At the company’s annual Connect conference in October 2021, Mark Zuckerberg announced that Facebook was renamed “Meta,” as a better embodiment of the company’s future focus on metaverse. At the core of this ambitious plan to build a virtual universe is Meta’s VR business. Since its rebranding, the company has undergone a sweeping transformation. A large percent of Meta’s new job listings are for roles in its VR team and it is also pushing its employees to apply for new positions in the VR team. In fact, Meta’s investment in VR started long before.
Since as early as 2019, Meta has been making a series of VR-related acquisitions. In 2019, Meta bought Beat Games, the maker of Beat Saber, which was the most popular VR game on the Oculus platform by far when the acquisition took place. In 2020, Meta acquired Sanzaru Games and Ready at Dawn, another two VR game studios. Then in 2021, Meta bought Unit 2 Games, maker of the Crayta platform, which was a fast-growing platform that allowed users to make and share games. A week later, Meta acquired BigBox VR, the creator of Population: One, an exceedingly popular first-person shooter VR game. Up to this point, Meta owned at least half of the top six most profitable VR games on its own Oculus platform.
Meta has managed to keep this VR shopping spree under the radar for quite a while because the purchase prices were too small to attract government attention. As Meta again made a move to acquire Within, the developer that created the VR workout game Supernatural, for over $400 million, FTC finally stepped in and slowed down the acquisition. Weeks later, FTC and multiple state attorneys general started a probe into Meta’s VR business for potential anti-competitive practices. This probe not only examines how Meta may have suppressed competition in the VR apps market, but also looks at how the company subsidizes the prices of its Quest 2 VR headset to push it on consumers and box out the competition. The Oculus app store, Meta’s online VR game platform, was reported to have discriminated against third-party apps whose features overlap with Meta’s own apps. Meta also priced its Meta Quest headset at a $299 price point that heavily undercut the price of other VR headsets.
Although Meta’s VR business might still face strong competition from Apple, Google, and Microsoft, as they are all planning to launch their own VR devices soon, Meta clearly has a head start with its multiple acquisitions of various VR studios and with Oculus’s strong presence in the VR hardware market. Thus, the ongoing antitrust inquiry appears especially critical to Meta’s overall VR strategy.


Your objective ▸
Pictures do not belong in the copy; print every entry exactly as it stands.

----

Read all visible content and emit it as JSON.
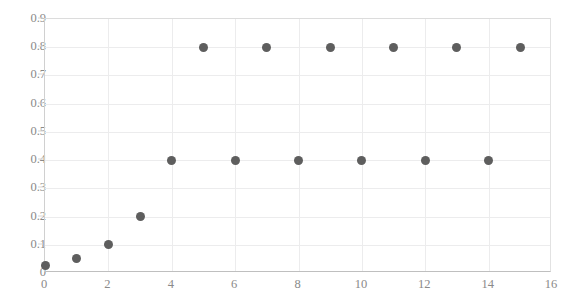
{
  "chart_data": {
    "type": "scatter",
    "title": "",
    "xlabel": "",
    "ylabel": "",
    "xlim": [
      0,
      16
    ],
    "ylim": [
      0,
      0.9
    ],
    "grid": true,
    "legend": null,
    "marker_color": "#5e5e5e",
    "gridline_color": "#ececed",
    "axis_color": "#bfbfbf",
    "tick_label_color": "#8a8a8a",
    "xticks": [
      0,
      2,
      4,
      6,
      8,
      10,
      12,
      14,
      16
    ],
    "xtick_labels": [
      "0",
      "2",
      "4",
      "6",
      "8",
      "10",
      "12",
      "14",
      "16"
    ],
    "yticks": [
      0,
      0.1,
      0.2,
      0.3,
      0.4,
      0.5,
      0.6,
      0.7,
      0.8,
      0.9
    ],
    "ytick_labels": [
      "0",
      "0.1",
      "0.2",
      "0.3",
      "0.4",
      "0.5",
      "0.6",
      "0.7",
      "0.8",
      "0.9"
    ],
    "series": [
      {
        "name": "series-1",
        "points": [
          {
            "x": 0,
            "y": 0.025
          },
          {
            "x": 1,
            "y": 0.05
          },
          {
            "x": 2,
            "y": 0.1
          },
          {
            "x": 3,
            "y": 0.2
          },
          {
            "x": 4,
            "y": 0.4
          },
          {
            "x": 5,
            "y": 0.8
          },
          {
            "x": 6,
            "y": 0.4
          },
          {
            "x": 7,
            "y": 0.8
          },
          {
            "x": 8,
            "y": 0.4
          },
          {
            "x": 9,
            "y": 0.8
          },
          {
            "x": 10,
            "y": 0.4
          },
          {
            "x": 11,
            "y": 0.8
          },
          {
            "x": 12,
            "y": 0.4
          },
          {
            "x": 13,
            "y": 0.8
          },
          {
            "x": 14,
            "y": 0.4
          },
          {
            "x": 15,
            "y": 0.8
          }
        ]
      }
    ]
  }
}
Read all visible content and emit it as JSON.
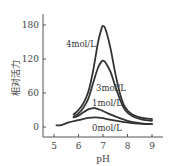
{
  "chart_data": {
    "type": "line",
    "title": "",
    "xlabel": "pH",
    "ylabel": "相对活力",
    "xlim": [
      4.6,
      9.3
    ],
    "ylim": [
      -18,
      190
    ],
    "x_ticks": [
      5,
      6,
      7,
      8,
      9
    ],
    "y_ticks": [
      0,
      60,
      120,
      180
    ],
    "grid": false,
    "legend": "inline labels",
    "series": [
      {
        "name": "4mol/L",
        "label_pos": {
          "x": 6.0,
          "y": 148
        },
        "points": [
          [
            5.8,
            22
          ],
          [
            6.0,
            30
          ],
          [
            6.2,
            42
          ],
          [
            6.4,
            62
          ],
          [
            6.6,
            100
          ],
          [
            6.8,
            150
          ],
          [
            6.95,
            175
          ],
          [
            7.0,
            178
          ],
          [
            7.1,
            173
          ],
          [
            7.3,
            140
          ],
          [
            7.5,
            95
          ],
          [
            7.7,
            58
          ],
          [
            7.9,
            35
          ],
          [
            8.2,
            22
          ],
          [
            8.6,
            16
          ],
          [
            9.0,
            14
          ]
        ]
      },
      {
        "name": "3mol/L",
        "label_pos": {
          "x": 7.2,
          "y": 72
        },
        "points": [
          [
            5.8,
            18
          ],
          [
            6.0,
            24
          ],
          [
            6.2,
            34
          ],
          [
            6.4,
            50
          ],
          [
            6.6,
            78
          ],
          [
            6.8,
            105
          ],
          [
            6.95,
            116
          ],
          [
            7.0,
            117
          ],
          [
            7.1,
            114
          ],
          [
            7.3,
            98
          ],
          [
            7.5,
            72
          ],
          [
            7.7,
            48
          ],
          [
            7.9,
            30
          ],
          [
            8.2,
            19
          ],
          [
            8.6,
            13
          ],
          [
            9.0,
            11
          ]
        ]
      },
      {
        "name": "1mol/L",
        "label_pos": {
          "x": 7.2,
          "y": 44
        },
        "points": [
          [
            5.8,
            17
          ],
          [
            6.0,
            20
          ],
          [
            6.2,
            26
          ],
          [
            6.4,
            31
          ],
          [
            6.6,
            33.5
          ],
          [
            6.7,
            33
          ],
          [
            6.9,
            30
          ],
          [
            7.2,
            24
          ],
          [
            7.6,
            17
          ],
          [
            8.0,
            11
          ],
          [
            8.5,
            7
          ],
          [
            9.0,
            5
          ]
        ]
      },
      {
        "name": "0mol/L",
        "label_pos": {
          "x": 7.1,
          "y": 0
        },
        "points": [
          [
            5.1,
            3
          ],
          [
            5.3,
            3.5
          ],
          [
            5.6,
            8
          ],
          [
            6.0,
            12
          ],
          [
            6.4,
            16
          ],
          [
            6.7,
            17
          ],
          [
            7.0,
            15.5
          ],
          [
            7.4,
            12
          ],
          [
            7.8,
            9
          ],
          [
            8.2,
            7
          ],
          [
            8.6,
            5.5
          ],
          [
            9.0,
            5
          ]
        ]
      }
    ]
  }
}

----

Answer section ▸
Read all visible content and emit it as JSON.
{
  "chart_data": {
    "type": "scatter",
    "title": "",
    "xlabel": "",
    "ylabel": "",
    "xlim": [
      0,
      16
    ],
    "ylim": [
      0,
      0.9
    ],
    "grid": true,
    "legend": null,
    "marker_color": "#5e5e5e",
    "gridline_color": "#ececed",
    "axis_color": "#bfbfbf",
    "tick_label_color": "#8a8a8a",
    "xticks": [
      0,
      2,
      4,
      6,
      8,
      10,
      12,
      14,
      16
    ],
    "xtick_labels": [
      "0",
      "2",
      "4",
      "6",
      "8",
      "10",
      "12",
      "14",
      "16"
    ],
    "yticks": [
      0,
      0.1,
      0.2,
      0.3,
      0.4,
      0.5,
      0.6,
      0.7,
      0.8,
      0.9
    ],
    "ytick_labels": [
      "0",
      "0.1",
      "0.2",
      "0.3",
      "0.4",
      "0.5",
      "0.6",
      "0.7",
      "0.8",
      "0.9"
    ],
    "series": [
      {
        "name": "series-1",
        "points": [
          {
            "x": 0,
            "y": 0.025
          },
          {
            "x": 1,
            "y": 0.05
          },
          {
            "x": 2,
            "y": 0.1
          },
          {
            "x": 3,
            "y": 0.2
          },
          {
            "x": 4,
            "y": 0.4
          },
          {
            "x": 5,
            "y": 0.8
          },
          {
            "x": 6,
            "y": 0.4
          },
          {
            "x": 7,
            "y": 0.8
          },
          {
            "x": 8,
            "y": 0.4
          },
          {
            "x": 9,
            "y": 0.8
          },
          {
            "x": 10,
            "y": 0.4
          },
          {
            "x": 11,
            "y": 0.8
          },
          {
            "x": 12,
            "y": 0.4
          },
          {
            "x": 13,
            "y": 0.8
          },
          {
            "x": 14,
            "y": 0.4
          },
          {
            "x": 15,
            "y": 0.8
          }
        ]
      }
    ]
  }
}
Read all visible content and emit it as JSON.
{
  "chart_data": {
    "type": "line",
    "title": "",
    "xlabel": "pH",
    "ylabel": "相对活力",
    "xlim": [
      4.6,
      9.3
    ],
    "ylim": [
      -18,
      190
    ],
    "x_ticks": [
      5,
      6,
      7,
      8,
      9
    ],
    "y_ticks": [
      0,
      60,
      120,
      180
    ],
    "grid": false,
    "legend": "inline labels",
    "series": [
      {
        "name": "4mol/L",
        "label_pos": {
          "x": 6.0,
          "y": 148
        },
        "points": [
          [
            5.8,
            22
          ],
          [
            6.0,
            30
          ],
          [
            6.2,
            42
          ],
          [
            6.4,
            62
          ],
          [
            6.6,
            100
          ],
          [
            6.8,
            150
          ],
          [
            6.95,
            175
          ],
          [
            7.0,
            178
          ],
          [
            7.1,
            173
          ],
          [
            7.3,
            140
          ],
          [
            7.5,
            95
          ],
          [
            7.7,
            58
          ],
          [
            7.9,
            35
          ],
          [
            8.2,
            22
          ],
          [
            8.6,
            16
          ],
          [
            9.0,
            14
          ]
        ]
      },
      {
        "name": "3mol/L",
        "label_pos": {
          "x": 7.2,
          "y": 72
        },
        "points": [
          [
            5.8,
            18
          ],
          [
            6.0,
            24
          ],
          [
            6.2,
            34
          ],
          [
            6.4,
            50
          ],
          [
            6.6,
            78
          ],
          [
            6.8,
            105
          ],
          [
            6.95,
            116
          ],
          [
            7.0,
            117
          ],
          [
            7.1,
            114
          ],
          [
            7.3,
            98
          ],
          [
            7.5,
            72
          ],
          [
            7.7,
            48
          ],
          [
            7.9,
            30
          ],
          [
            8.2,
            19
          ],
          [
            8.6,
            13
          ],
          [
            9.0,
            11
          ]
        ]
      },
      {
        "name": "1mol/L",
        "label_pos": {
          "x": 7.2,
          "y": 44
        },
        "points": [
          [
            5.8,
            17
          ],
          [
            6.0,
            20
          ],
          [
            6.2,
            26
          ],
          [
            6.4,
            31
          ],
          [
            6.6,
            33.5
          ],
          [
            6.7,
            33
          ],
          [
            6.9,
            30
          ],
          [
            7.2,
            24
          ],
          [
            7.6,
            17
          ],
          [
            8.0,
            11
          ],
          [
            8.5,
            7
          ],
          [
            9.0,
            5
          ]
        ]
      },
      {
        "name": "0mol/L",
        "label_pos": {
          "x": 7.1,
          "y": 0
        },
        "points": [
          [
            5.1,
            3
          ],
          [
            5.3,
            3.5
          ],
          [
            5.6,
            8
          ],
          [
            6.0,
            12
          ],
          [
            6.4,
            16
          ],
          [
            6.7,
            17
          ],
          [
            7.0,
            15.5
          ],
          [
            7.4,
            12
          ],
          [
            7.8,
            9
          ],
          [
            8.2,
            7
          ],
          [
            8.6,
            5.5
          ],
          [
            9.0,
            5
          ]
        ]
      }
    ]
  }
}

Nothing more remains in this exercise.